Surviving Hiroshima

ANITA PHILLIPS
Recorder Staff
4/28/2011

Reprinted courtesy of the Recorder, Greenfield MA

GREENFIELD -- Takaaki Morikawa still remembers, 65 years later, the screaming and groaning he heard when at 6 years old he lay critically ill in a hospital, while 5.4 miles away an atomic bomb hit Hiroshima, Japan, on Aug. 6, 1945.

"There was a sudden sparkle with dazzling white and a big bang with a blast," said Morikawa, 71, on Wednesday, two days before he will speak about his experience at Greenfield Community College.

Even though the hospital building survived, Morikawa recalls a lot of broken glass and being engulfed in radioactive "black rain," a term used by survivors for nuclear fallout or radioactive dust that fell from the sky after the explosion, contaminating food, the ground and water.

He said shortly after the bomb hit, the hospital was overrun by horribly mutilated victims.

Morikawa will speak in Sloan Theater at the college on Friday from noon to 1:30 p.m., where he will give a presentation about Hiro-shima, past and present, and will show the short film, "The Lost Generation." It is free and open to the public.
Abbie and Taakaki
Abbie Jenks and Taakaki Morikawa

He will also discuss the nature of the atomic bomb and its tragic effects, as well as "black rain" and the effects of internal exposure to radiation. He will lay out his impressions of the threat of nuclear weaponry on the planet and discuss what he sees as the path to world peace.

"Plenty of my relatives died that day and after," said Morikawa. "I would like people to learn what happened that day. I want them to know who dropped the bomb and who the bomb was dropped on. People need to be well informed."

Morikawa was born in Hiroshima in 1939. Five months before the atomic bomb was dropped, he went into the hospital to have surgery and later developed pneumonia and became critically ill.

Recently, Morikawa, who is married with three daughters, learned that he has a tumor on his right lung, but is not sure if it is related to radiation he was exposed to more than six decades ago.

He is president of the Friendship Force Hiroshima and a member of Hiroshima Peace Exchange Association, Black Rain Victims Association in Saeki Ward.

The event at GCC is being organized by the Peace, Justice and Environmental Studies program there, Traprock Center for Peace and Justice and the Vet-to-Vet program at RECOVER on Federal Street.

Morikawa is giving a number of presentations throughout the area as part of the Berkshire Community College Peace Studies outreach program, Never Again Campaign ( www.berkshirecc.edu/neveragaincampaign ).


Activity:
Only the lines holding the string "poverty" are needed; copy each of them from the data.

━━━━━━━━━━━━━━━━

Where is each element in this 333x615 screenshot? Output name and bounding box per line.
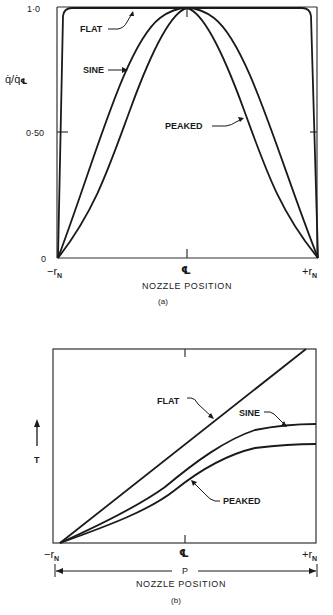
plot-a-arrowhead-flat bbox=[129, 11, 134, 16]
plot-a-curve-peaked bbox=[58, 8, 318, 258]
plot-b-xtick-centerline: ℄ bbox=[179, 547, 189, 559]
plot-a-ytick-1: 1·0 bbox=[27, 4, 40, 14]
plot-a-leader-flat bbox=[108, 12, 133, 29]
plot-a-leader-peaked bbox=[212, 119, 242, 126]
plot-b-label-flat: FLAT bbox=[157, 396, 180, 406]
plot-b-label-peaked: PEAKED bbox=[223, 496, 261, 506]
plot-a-arrowhead-peaked bbox=[238, 117, 244, 122]
figure-b: FLAT SINE PEAKED T −rN ℄ +rN P NOZZLE PO… bbox=[34, 349, 317, 605]
plot-a-curve-sine bbox=[58, 8, 318, 258]
plot-b-x-axis-label: NOZZLE POSITION bbox=[136, 579, 226, 589]
plot-a-xtick-plus-rn: +rN bbox=[302, 265, 317, 279]
plot-a-xtick-centerline: ℄ bbox=[181, 264, 191, 276]
plot-a-xtick-minus-rn: −rN bbox=[47, 265, 62, 279]
plot-a-ytick-0: 0 bbox=[41, 254, 46, 264]
plot-b-label-sine: SINE bbox=[239, 408, 260, 418]
plot-b-curve-peaked bbox=[60, 444, 316, 543]
plot-a-y-axis-label: q̇/q̇℄ bbox=[5, 73, 27, 86]
plot-a-caption: (a) bbox=[158, 297, 168, 306]
plot-b-xtick-minus-rn: −rN bbox=[44, 548, 59, 562]
plot-b-xtick-plus-rn: +rN bbox=[302, 548, 317, 562]
plot-a-ytick-050: 0·50 bbox=[26, 128, 44, 138]
figure-canvas: FLAT SINE PEAKED 1·0 0·50 0 q̇/q̇℄ −rN ℄… bbox=[0, 0, 333, 615]
plot-b-t-axis-arrow-icon bbox=[34, 419, 40, 427]
plot-a-label-flat: FLAT bbox=[80, 24, 103, 34]
plot-a-label-peaked: PEAKED bbox=[165, 121, 203, 131]
plot-b-leader-peaked bbox=[193, 482, 220, 501]
plot-b-caption: (b) bbox=[171, 596, 181, 605]
plot-b-leader-flat bbox=[187, 398, 212, 417]
plot-a-curve-flat bbox=[58, 8, 318, 258]
figure-a: FLAT SINE PEAKED 1·0 0·50 0 q̇/q̇℄ −rN ℄… bbox=[5, 4, 318, 306]
plot-b-span-label: P bbox=[182, 566, 188, 576]
plot-b-y-axis-label: T bbox=[34, 455, 40, 465]
plot-b-leader-sine bbox=[264, 412, 285, 425]
plot-a-label-sine: SINE bbox=[83, 65, 104, 75]
plot-b-span-arrow-left-icon bbox=[56, 568, 63, 574]
plot-a-x-axis-label: NOZZLE POSITION bbox=[142, 281, 232, 291]
plot-b-span-arrow-right-icon bbox=[309, 568, 316, 574]
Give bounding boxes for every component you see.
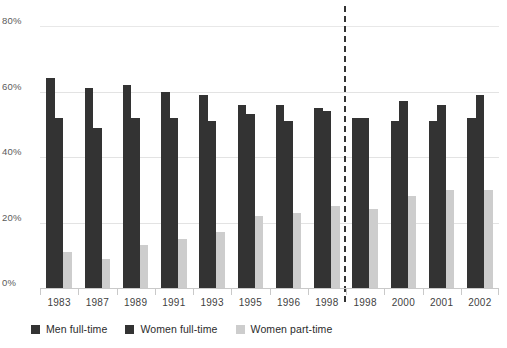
y-axis-tick-label: 0% <box>2 277 38 288</box>
bar-men-full-time-1983 <box>46 78 55 288</box>
bar-men-full-time-2002 <box>467 118 476 288</box>
bar-women-part-time-1996 <box>293 213 302 288</box>
x-axis-tick-1991-3 <box>155 288 193 295</box>
x-axis-tick-1998-8 <box>346 288 384 295</box>
y-axis-tick-label: 80% <box>2 15 38 26</box>
x-axis-label-1998-8: 1998 <box>346 297 384 308</box>
x-axis-tick-1996-6 <box>270 288 308 295</box>
bar-women-full-time-1989 <box>131 118 140 288</box>
bar-groups <box>40 26 499 288</box>
bar-men-full-time-1998 <box>352 118 361 288</box>
bar-group-1991-3 <box>155 26 193 288</box>
series-break-divider <box>344 6 346 302</box>
bar-women-part-time-1989 <box>140 245 149 288</box>
bar-women-part-time-1995 <box>255 216 264 288</box>
x-axis-label-1993-4: 1993 <box>193 297 231 308</box>
bar-women-part-time-1983 <box>63 252 72 288</box>
y-axis-tick-label: 60% <box>2 81 38 92</box>
bar-group-2001-10 <box>423 26 461 288</box>
bar-women-part-time-2002 <box>484 190 493 288</box>
bar-men-full-time-1987 <box>85 88 94 288</box>
chart-legend: Men full-timeWomen full-timeWomen part-t… <box>31 323 332 335</box>
x-axis-labels: 1983198719891991199319951996199819982000… <box>40 297 499 308</box>
y-axis-tick-label: 20% <box>2 212 38 223</box>
bar-group-1989-2 <box>117 26 155 288</box>
square-swatch-icon <box>125 325 134 334</box>
bar-women-full-time-1995 <box>246 114 255 288</box>
bar-men-full-time-2001 <box>429 121 438 288</box>
x-axis-tick-1993-4 <box>193 288 231 295</box>
bar-group-1996-6 <box>270 26 308 288</box>
x-axis-tick-2002-11 <box>461 288 499 295</box>
x-axis-tick-2001-10 <box>423 288 461 295</box>
bar-group-2002-11 <box>461 26 499 288</box>
bar-women-part-time-2000 <box>408 196 417 288</box>
bar-group-2000-9 <box>384 26 422 288</box>
x-axis-label-2000-9: 2000 <box>384 297 422 308</box>
bar-women-full-time-2001 <box>437 105 446 288</box>
bar-women-part-time-1991 <box>178 239 187 288</box>
x-axis-tick-1995-5 <box>231 288 269 295</box>
x-axis-label-2001-10: 2001 <box>423 297 461 308</box>
legend-item-men-full-time[interactable]: Men full-time <box>31 323 107 335</box>
bar-women-full-time-1998 <box>361 118 370 288</box>
x-axis-label-1996-6: 1996 <box>270 297 308 308</box>
x-axis-label-1995-5: 1995 <box>231 297 269 308</box>
bar-women-part-time-1998 <box>369 209 378 288</box>
legend-item-label: Men full-time <box>46 323 107 335</box>
bar-men-full-time-1995 <box>238 105 247 288</box>
x-axis-ticks <box>40 288 499 295</box>
square-swatch-icon <box>236 325 245 334</box>
bar-group-1983-0 <box>40 26 78 288</box>
x-axis-tick-1989-2 <box>117 288 155 295</box>
bar-group-1998-8 <box>346 26 384 288</box>
bar-men-full-time-1993 <box>199 95 208 288</box>
bar-women-part-time-1987 <box>102 259 111 288</box>
bar-women-full-time-1993 <box>208 121 217 288</box>
x-axis-label-1989-2: 1989 <box>117 297 155 308</box>
bar-women-full-time-1998 <box>323 111 332 288</box>
square-swatch-icon <box>31 325 40 334</box>
x-axis-label-1998-7: 1998 <box>308 297 346 308</box>
x-axis-tick-2000-9 <box>384 288 422 295</box>
x-axis-tick-1983-0 <box>40 288 78 295</box>
bar-men-full-time-1998 <box>314 108 323 288</box>
x-axis-tick-1998-7 <box>308 288 346 295</box>
bar-men-full-time-1991 <box>161 92 170 289</box>
bar-women-full-time-1987 <box>93 128 102 288</box>
x-axis-label-1987-1: 1987 <box>78 297 116 308</box>
legend-item-women-part-time[interactable]: Women part-time <box>236 323 333 335</box>
bar-group-1993-4 <box>193 26 231 288</box>
bar-group-1987-1 <box>78 26 116 288</box>
bar-chart: 0%20%40%60%80% 1983198719891991199319951… <box>0 0 507 348</box>
bar-men-full-time-2000 <box>391 121 400 288</box>
x-axis-tick-1987-1 <box>78 288 116 295</box>
legend-item-women-full-time[interactable]: Women full-time <box>125 323 217 335</box>
x-axis-label-1983-0: 1983 <box>40 297 78 308</box>
x-axis-label-2002-11: 2002 <box>461 297 499 308</box>
bar-women-full-time-1996 <box>284 121 293 288</box>
bar-group-1998-7 <box>308 26 346 288</box>
y-axis-tick-label: 40% <box>2 146 38 157</box>
bar-women-part-time-2001 <box>446 190 455 288</box>
bar-men-full-time-1996 <box>276 105 285 288</box>
x-axis-label-1991-3: 1991 <box>155 297 193 308</box>
bar-women-part-time-1998 <box>331 206 340 288</box>
bar-women-full-time-2000 <box>399 101 408 288</box>
bar-women-full-time-1991 <box>170 118 179 288</box>
legend-item-label: Women part-time <box>251 323 333 335</box>
legend-item-label: Women full-time <box>140 323 217 335</box>
bar-women-part-time-1993 <box>216 232 225 288</box>
bar-group-1995-5 <box>231 26 269 288</box>
bar-women-full-time-1983 <box>55 118 64 288</box>
bar-women-full-time-2002 <box>476 95 485 288</box>
bar-men-full-time-1989 <box>123 85 132 288</box>
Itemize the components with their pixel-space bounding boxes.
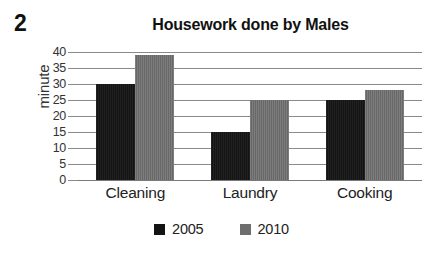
bar-2005-cooking bbox=[326, 100, 365, 180]
y-tick-mark bbox=[68, 52, 78, 53]
y-tick-label: 20 bbox=[26, 110, 66, 123]
bar-2005-cleaning bbox=[96, 84, 135, 180]
legend-label-2005: 2005 bbox=[172, 222, 203, 237]
y-tick-mark bbox=[68, 116, 78, 117]
legend-item-2010: 2010 bbox=[240, 222, 289, 237]
bar-2010-cooking bbox=[365, 90, 404, 180]
chart-title: Housework done by Males bbox=[78, 16, 423, 34]
y-tick-label: 25 bbox=[26, 94, 66, 107]
chart-figure: 2 Housework done by Males minute 0510152… bbox=[0, 0, 443, 258]
y-tick-mark bbox=[68, 180, 78, 181]
y-tick-label: 10 bbox=[26, 142, 66, 155]
chart-legend: 20052010 bbox=[0, 222, 443, 237]
y-tick-mark bbox=[68, 84, 78, 85]
x-axis-label-cooking: Cooking bbox=[307, 184, 422, 202]
bar-2010-laundry bbox=[250, 100, 289, 180]
x-axis-label-laundry: Laundry bbox=[193, 184, 308, 202]
bar-2010-cleaning bbox=[135, 55, 174, 180]
legend-swatch-2010 bbox=[240, 224, 251, 235]
y-tick-label: 40 bbox=[26, 46, 66, 59]
y-tick-mark bbox=[68, 100, 78, 101]
y-tick-label: 30 bbox=[26, 78, 66, 91]
y-tick-label: 5 bbox=[26, 158, 66, 171]
y-tick-mark bbox=[68, 148, 78, 149]
y-tick-label: 15 bbox=[26, 126, 66, 139]
question-number: 2 bbox=[14, 12, 26, 35]
bars-layer bbox=[78, 52, 422, 180]
y-tick-label: 35 bbox=[26, 62, 66, 75]
plot-area bbox=[78, 52, 422, 180]
x-axis-label-cleaning: Cleaning bbox=[78, 184, 193, 202]
y-tick-mark bbox=[68, 164, 78, 165]
legend-swatch-2005 bbox=[154, 224, 165, 235]
bar-2005-laundry bbox=[211, 132, 250, 180]
legend-label-2010: 2010 bbox=[258, 222, 289, 237]
y-tick-label: 0 bbox=[26, 174, 66, 187]
y-tick-mark bbox=[68, 68, 78, 69]
legend-item-2005: 2005 bbox=[154, 222, 203, 237]
y-tick-mark bbox=[68, 132, 78, 133]
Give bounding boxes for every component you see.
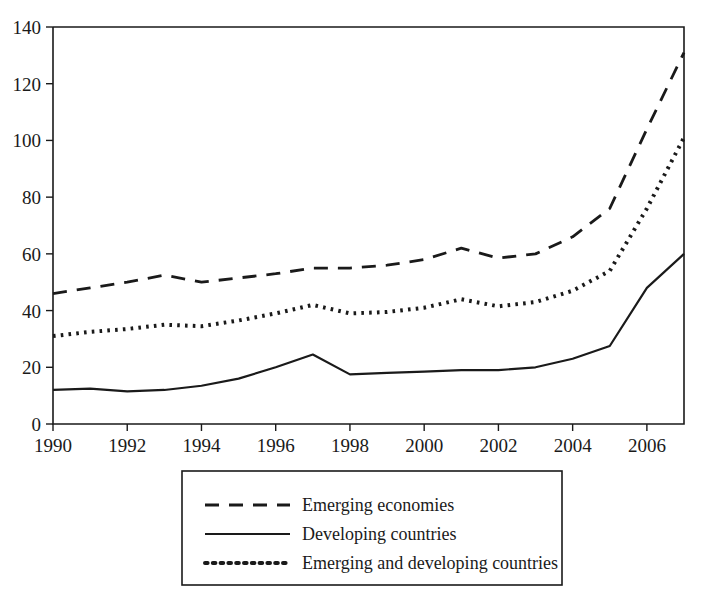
y-tick-label-0: 0 [32,414,42,435]
x-tick-label-1990: 1990 [34,435,72,456]
y-tick-label-20: 20 [22,357,41,378]
chart-figure: 020406080100120140 199019921994199619982… [0,0,702,609]
y-tick-label-120: 120 [13,74,42,95]
x-tick-label-2002: 2002 [479,435,517,456]
y-tick-label-80: 80 [22,187,41,208]
x-tick-label-1998: 1998 [331,435,369,456]
x-tick-label-2006: 2006 [628,435,666,456]
legend-label-2: Emerging and developing countries [302,553,558,573]
x-tick-label-1992: 1992 [108,435,146,456]
y-tick-label-140: 140 [13,17,42,38]
x-axis-tick-labels: 199019921994199619982000200220042006 [34,435,666,456]
x-tick-label-2000: 2000 [405,435,443,456]
line-chart: 020406080100120140 199019921994199619982… [0,0,702,609]
x-tick-label-1996: 1996 [257,435,295,456]
y-tick-label-100: 100 [13,130,42,151]
x-tick-label-2004: 2004 [554,435,593,456]
y-tick-label-40: 40 [22,301,41,322]
x-tick-label-1994: 1994 [182,435,221,456]
legend-label-0: Emerging economies [302,495,454,515]
chart-legend: Emerging economies Developing countries … [182,471,562,585]
legend-label-1: Developing countries [302,524,456,544]
y-tick-label-60: 60 [22,244,41,265]
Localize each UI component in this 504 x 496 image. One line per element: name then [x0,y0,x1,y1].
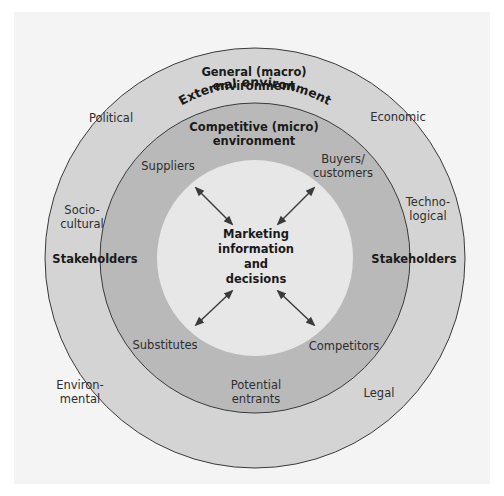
general-title-line1: General (macro) [201,65,306,79]
center-line2: information [218,242,294,257]
center-line3: and [218,257,294,272]
factor-technological: Techno- logical [406,195,450,223]
force-competitors: Competitors [309,339,380,353]
environ-line1: Environ- [56,378,104,392]
competitive-environment-title: Competitive (micro) environment [189,120,318,148]
force-substitutes: Substitutes [133,338,198,352]
entrants-line1: Potential [231,378,281,392]
entrants-line2: entrants [231,392,281,406]
factor-economic: Economic [370,110,426,124]
force-potential-entrants: Potential entrants [231,378,281,406]
factor-sociocultural: Socio- cultural [60,203,104,231]
socio-line2: cultural [60,217,104,231]
techno-line2: logical [406,209,450,223]
center-line1: Marketing [218,227,294,242]
socio-line1: Socio- [60,203,104,217]
factor-environmental: Environ- mental [56,378,104,406]
buyers-line2: customers [313,166,373,180]
force-buyers-customers: Buyers/ customers [313,152,373,180]
stakeholders-left: Stakeholders [52,252,137,266]
general-environment-title: General (macro) environment [201,65,306,93]
factor-political: Political [89,111,133,125]
center-line4: decisions [218,272,294,287]
general-title-line2: environment [201,79,306,93]
environ-line2: mental [56,392,104,406]
stakeholders-right: Stakeholders [371,252,456,266]
techno-line1: Techno- [406,195,450,209]
competitive-title-line2: environment [189,134,318,148]
factor-legal: Legal [364,386,395,400]
competitive-title-line1: Competitive (micro) [189,120,318,134]
center-marketing-decisions: Marketing information and decisions [218,227,294,287]
force-suppliers: Suppliers [141,159,194,173]
buyers-line1: Buyers/ [313,152,373,166]
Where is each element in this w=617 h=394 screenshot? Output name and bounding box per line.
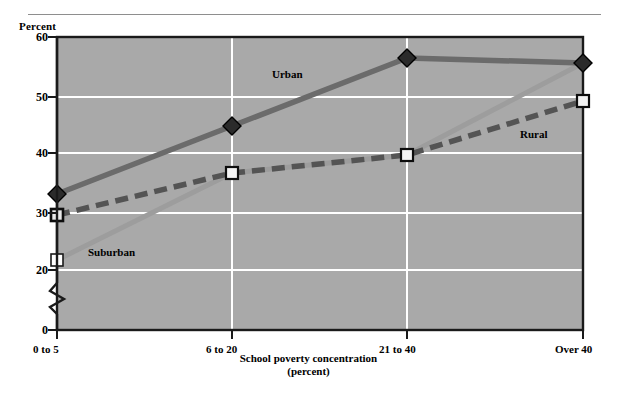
series-rural-marker-3 [577, 95, 589, 107]
chart-plot-svg [0, 0, 617, 394]
x-axis-title-sub: (percent) [0, 365, 617, 378]
series-rural-marker-1 [226, 167, 238, 179]
plot-background [57, 37, 583, 330]
series-label-suburban: Suburban [88, 246, 135, 258]
series-label-rural: Rural [520, 128, 548, 140]
x-axis-title: School poverty concentration (percent) [0, 352, 617, 378]
x-axis-ticks [57, 330, 583, 339]
series-label-urban: Urban [272, 68, 303, 80]
x-axis-title-main: School poverty concentration [240, 352, 377, 364]
chart-figure: Percent 60 50 40 30 20 0 [0, 0, 617, 394]
series-rural-marker-2 [401, 149, 413, 161]
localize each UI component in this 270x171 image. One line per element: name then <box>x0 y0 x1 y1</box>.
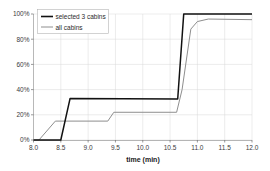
y-tick-label: 60% <box>16 61 29 68</box>
x-tick-label: 9.0 <box>84 144 93 151</box>
legend-label-all-cabins: all cabins <box>56 24 84 31</box>
x-tick-label: 11.5 <box>219 144 232 151</box>
x-axis-title: time (min) <box>126 156 159 164</box>
chart-legend: selected 3 cabins all cabins <box>38 10 109 34</box>
x-tick-label: 12.0 <box>246 144 259 151</box>
x-tick-label: 8.0 <box>29 144 38 151</box>
y-tick-label: 20% <box>16 111 29 118</box>
x-tick-label: 8.5 <box>56 144 65 151</box>
chart-container: 0%20%40%60%80%100% 8.08.59.09.510.010.51… <box>0 0 270 171</box>
y-tick-label: 0% <box>20 136 30 143</box>
x-tick-label: 11.0 <box>191 144 204 151</box>
x-tick-label: 10.5 <box>164 144 177 151</box>
y-tick-label: 100% <box>13 10 30 17</box>
x-axis-tick-labels: 8.08.59.09.510.010.511.011.512.0 <box>29 144 259 151</box>
x-tick-label: 9.5 <box>111 144 120 151</box>
y-tick-label: 40% <box>16 86 29 93</box>
cumulative-distribution-chart: 0%20%40%60%80%100% 8.08.59.09.510.010.51… <box>0 0 270 171</box>
legend-label-selected-3-cabins: selected 3 cabins <box>56 13 107 20</box>
y-tick-label: 80% <box>16 36 29 43</box>
x-tick-label: 10.0 <box>136 144 149 151</box>
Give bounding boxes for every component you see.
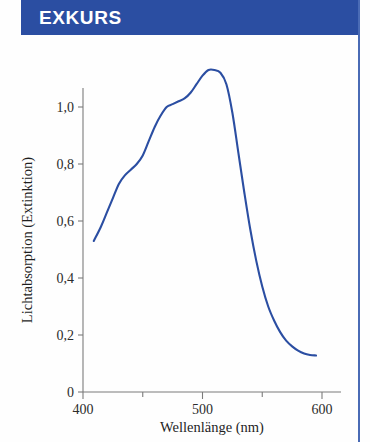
x-tick-label: 500	[192, 402, 213, 417]
x-tick-label: 600	[312, 402, 333, 417]
y-tick-label: 0,8	[57, 157, 75, 172]
y-tick-label: 0	[67, 385, 74, 400]
y-tick-label: 0,2	[57, 328, 75, 343]
y-tick-label: 0,6	[57, 214, 75, 229]
x-tick-label: 400	[73, 402, 94, 417]
absorption-spectrum-chart: 00,20,40,60,81,0 400500600 Wellenlänge (…	[0, 0, 370, 442]
y-axis-tick-labels: 00,20,40,60,81,0	[57, 100, 75, 400]
x-axis-title: Wellenlänge (nm)	[160, 419, 264, 436]
x-axis-tick-labels: 400500600	[73, 402, 333, 417]
y-tick-label: 0,4	[57, 271, 75, 286]
x-axis-ticks	[83, 392, 322, 399]
y-tick-label: 1,0	[57, 100, 75, 115]
absorption-curve	[94, 69, 316, 355]
y-axis-title: Lichtabsorption (Extinktion)	[19, 157, 36, 323]
y-axis-ticks	[78, 107, 83, 392]
page-root: EXKURS 00,20,40,60,81,0 400500600 Wellen…	[0, 0, 370, 442]
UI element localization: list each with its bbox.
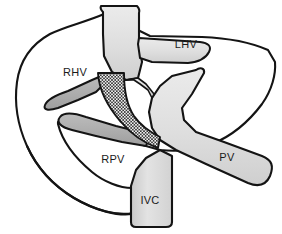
- anatomy-canvas: LHV RHV RPV PV IVC: [0, 0, 282, 234]
- label-inferior-vena-cava: IVC: [140, 194, 159, 206]
- label-right-portal-vein: RPV: [101, 153, 125, 165]
- infrahepatic-ivc-group: [131, 150, 172, 227]
- infrahepatic-ivc-trunk: [131, 150, 172, 227]
- label-left-hepatic-vein: LHV: [175, 38, 198, 50]
- liver-anatomy-figure: LHV RHV RPV PV IVC: [0, 0, 282, 234]
- label-portal-vein: PV: [219, 151, 235, 163]
- label-right-hepatic-vein: RHV: [63, 66, 87, 78]
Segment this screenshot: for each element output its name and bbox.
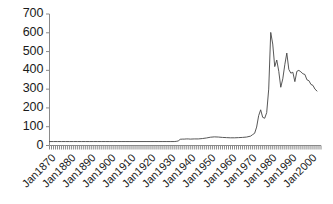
y-tick-label: 100 xyxy=(23,120,44,132)
y-tick-label: 200 xyxy=(23,101,44,113)
data-series-line xyxy=(50,32,317,141)
y-tick-label: 700 xyxy=(23,7,44,19)
y-tick-label: 300 xyxy=(23,82,44,94)
line-chart: 7006005004003002001000 Jan1870Jan1880Jan… xyxy=(0,0,333,204)
y-tick-label: 0 xyxy=(37,139,44,151)
x-tick-marks xyxy=(50,146,322,150)
y-tick-label: 600 xyxy=(23,26,44,38)
y-tick-label: 400 xyxy=(23,63,44,75)
y-tick-label: 500 xyxy=(23,45,44,57)
y-tick-marks xyxy=(46,14,50,146)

━━━━━━━━━━━━━━━━

Output of the task:
x-axis-title: School poverty concentration (percent) [0, 352, 617, 378]
x-axis-title-main: School poverty concentration [240, 352, 377, 364]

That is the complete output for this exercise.